Wednesday, December 30, 2009

Recipe: Sugar Cookies

You like to decorate cookies for Christmas? Use these ones, and Santa won’t skip your plate of cookies this year.

Want to waste all your free time decorating cookies?
Then this is the recipe for you.

INGREDIENTS
  • 3 Cups A/P Flour
  • 3/4 tsp Baking Powder
  • 1/4 tsp Salt
  • 2 Sticks (16 Tbs) Unsalted Butter, softened
  • 1 Cup Sugar
  • 1 Egg, beaten
  • 1 Tbs Half & Half
  • 1 tsp Vanilla Extract
  • Powdered Sugar for rolling out dough

INSTRUCTIONS
  1. In a small bowl, stir together flour, baking powder, and salt.
  2. With an electric mixer, beat butter and sugar together until the butter lightens in color and is frothy. Add egg, half & half, and vanilla and mix to combine. With mixer on low, slowly add flour mixture until homogeneous.
  3. Knead dough lightly with hands to ensure it is evenly mixed. Divide into two pieces, wrap each half with plastic, and refrigerate for at least 2 hours (overnight is better).
  4. Preheat oven to 375 degrees.
  5. Sprinkle powdered sugar on a clean counter top and rolling pin. Roll-out one piece of dough to 1/4" thickness (NO THINNER, DAMMIT!) Cut with your cutest Christmas shapes (or Happy Hanukkah shapes for the Jews). Gingerly move the cut shape to a heavy baking sheet lined with parchment paper for baking. Leave 1” or more space between cookies.
  6. When you've cut-out all the shapes that will fit, you can re-roll the scraps. Just gently form the scraps into a ball, flatten the ball, and then roll-out into another 1/4" disk. Use the second dough half when the first is completed – leave as much dough in the fridge for as long as possible. IT’S IMPORTANT TO KEEP THIS DOUGH COLD TO ENSURE ARTFUL AND SHARPLY CUT COOKIE EDGES – like, no duh!
  7. Bake for 7 to 9 minutes rotating the cookies halfway-through the baking process.
  8. Cool for 2 minutes on the cookie sheet and then evacuate to a cooling rack until cooled. You can store the cookies in a plastic storage bag until you want to decorate them or until you want to eat them – either way.


FAQs
  • Unsalted Butter? >> Most baking recipes include salt and specify unsalted butter. This is because there are small differences in the amount of salt in yo butter. If I don’t have unsalted butter in the house, I generally assume ~1/4 tsp of salt is in each stick of butter. The actual salt is probably a little less than that, but you have to start somewhere.
  • Electric Mixer >> You can certainly use that underpowered hand mixer for these cookies, but I wholeheartedly recommend breaking-out the big-ass stand mixer. It mixes all by itself, and leaves you two hands free for Christmas beer consumption.
  • Parchment Paper >> So many people get all weirded-out by lining a baking pan with parchment paper. Trust me people, the paper isn’t going to burst into flames in your weak-fisted oven. I never bake anything without parchment paper. You can use a silicone mat (Silpat) is you have one, but remember: parchment paper is ~10 cents; silicone baking mat is ~$30.
  • Icing >> The standard way to ice these cookies is with “Royal Icing.” It involves mixing egg whites, cream of tartar, and powdered sugar. This year I used white cake frosting (from a can) and the kids liked it. Be sure to load-up on sprinkles and colored sugar and all that bullshit – it’ll be a warm family moment.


• _PROBLEM TO WORK ON_
In the listing that follows, count the lines holding the word "title" and report only that number.
* * * *
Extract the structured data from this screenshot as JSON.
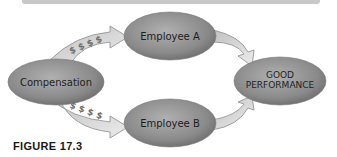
{
  "nodes": {
    "compensation": "Compensation",
    "employee_a": "Employee A",
    "employee_b": "Employee B",
    "good_performance_line1": "GOOD",
    "good_performance_line2": "PERFORMANCE"
  },
  "arrows": {
    "comp_to_a_symbols": "$ $ $ $",
    "comp_to_b_symbols": "$ $ $ $"
  },
  "caption": {
    "figure_label": "FIGURE 17.3"
  },
  "colors": {
    "node_fill": "#8a8a8a",
    "arrow_fill": "#d8d8d8",
    "top_bar": "#c8c8c8"
  }
}
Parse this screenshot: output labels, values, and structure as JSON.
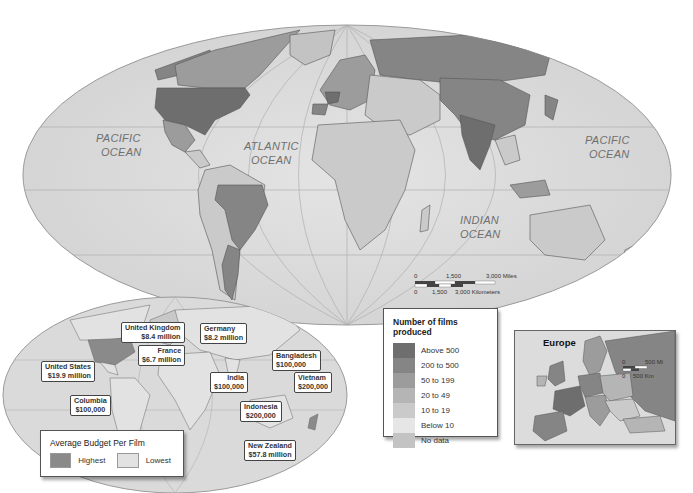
{
  "main_map": {
    "oceans": [
      {
        "name": "pacific-west",
        "line1": "PACIFIC",
        "line2": "OCEAN"
      },
      {
        "name": "atlantic",
        "line1": "ATLANTIC",
        "line2": "OCEAN"
      },
      {
        "name": "indian",
        "line1": "INDIAN",
        "line2": "OCEAN"
      },
      {
        "name": "pacific-east",
        "line1": "PACIFIC",
        "line2": "OCEAN"
      }
    ],
    "scale_bar": {
      "miles": [
        "0",
        "1,500",
        "3,000 Miles"
      ],
      "kilometers": [
        "0",
        "1,500",
        "3,000 Kilometers"
      ]
    }
  },
  "films_legend": {
    "title": "Number of films produced",
    "items": [
      {
        "label": "Above 500",
        "color": "#6e6e6e"
      },
      {
        "label": "200 to 500",
        "color": "#858585"
      },
      {
        "label": "50 to 199",
        "color": "#9c9c9c"
      },
      {
        "label": "20 to 49",
        "color": "#b5b5b5"
      },
      {
        "label": "10 to 19",
        "color": "#cacaca"
      },
      {
        "label": "Below 10",
        "color": "#e6e6e6"
      },
      {
        "label": "No data",
        "color": "#c3c3c3"
      }
    ]
  },
  "budget_map": {
    "callouts": [
      {
        "country": "United Kingdom",
        "value": "$8.4 million"
      },
      {
        "country": "Germany",
        "value": "$8.2 million"
      },
      {
        "country": "France",
        "value": "$6.7 million"
      },
      {
        "country": "United States",
        "value": "$19.9 million"
      },
      {
        "country": "Bangladesh",
        "value": "$100,000"
      },
      {
        "country": "India",
        "value": "$100,000"
      },
      {
        "country": "Vietnam",
        "value": "$200,000"
      },
      {
        "country": "Columbia",
        "value": "$100,000"
      },
      {
        "country": "Indonesia",
        "value": "$200,000"
      },
      {
        "country": "New Zealand",
        "value": "$57.8 million"
      }
    ]
  },
  "budget_legend": {
    "title": "Average Budget Per Film",
    "items": [
      {
        "label": "Highest",
        "color": "#8a8a8a"
      },
      {
        "label": "Lowest",
        "color": "#e2e2e2"
      }
    ]
  },
  "europe_inset": {
    "title": "Europe",
    "scale_bar": {
      "miles": [
        "0",
        "500 Mi"
      ],
      "kilometers": [
        "0",
        "500 Km"
      ]
    }
  }
}
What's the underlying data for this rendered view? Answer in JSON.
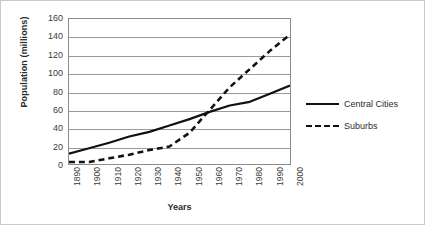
{
  "chart_data": {
    "type": "line",
    "title": "",
    "xlabel": "Years",
    "ylabel": "Population (millions)",
    "x": [
      1890,
      1900,
      1910,
      1920,
      1930,
      1940,
      1950,
      1960,
      1970,
      1980,
      1990,
      2000
    ],
    "xtick_labels": [
      "1890",
      "1900",
      "1910",
      "1920",
      "1930",
      "1940",
      "1950",
      "1960",
      "1970",
      "1980",
      "1990",
      "2000"
    ],
    "ytick_labels": [
      "0",
      "20",
      "40",
      "60",
      "80",
      "100",
      "120",
      "140",
      "160"
    ],
    "yticks": [
      0,
      20,
      40,
      60,
      80,
      100,
      120,
      140,
      160
    ],
    "ylim": [
      0,
      160
    ],
    "xlim": [
      1890,
      2000
    ],
    "grid": "horizontal",
    "legend_position": "right",
    "series": [
      {
        "name": "Central Cities",
        "style": "solid",
        "color": "#111111",
        "values": [
          12,
          18,
          24,
          31,
          36,
          43,
          50,
          58,
          65,
          69,
          78,
          87
        ]
      },
      {
        "name": "Suburbs",
        "style": "dashed",
        "color": "#111111",
        "values": [
          3,
          3,
          7,
          11,
          16,
          20,
          35,
          60,
          85,
          105,
          125,
          143
        ]
      }
    ]
  },
  "legend": {
    "items": [
      {
        "label": "Central Cities",
        "style": "solid"
      },
      {
        "label": "Suburbs",
        "style": "dashed"
      }
    ]
  },
  "colors": {
    "line": "#111111",
    "grid": "#9a9a9a",
    "axis": "#8d8d8d",
    "text": "#2b2b2b",
    "background": "#ffffff",
    "border": "#c9c9c9"
  }
}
* * * *
• _YOUR SOLUTION_
4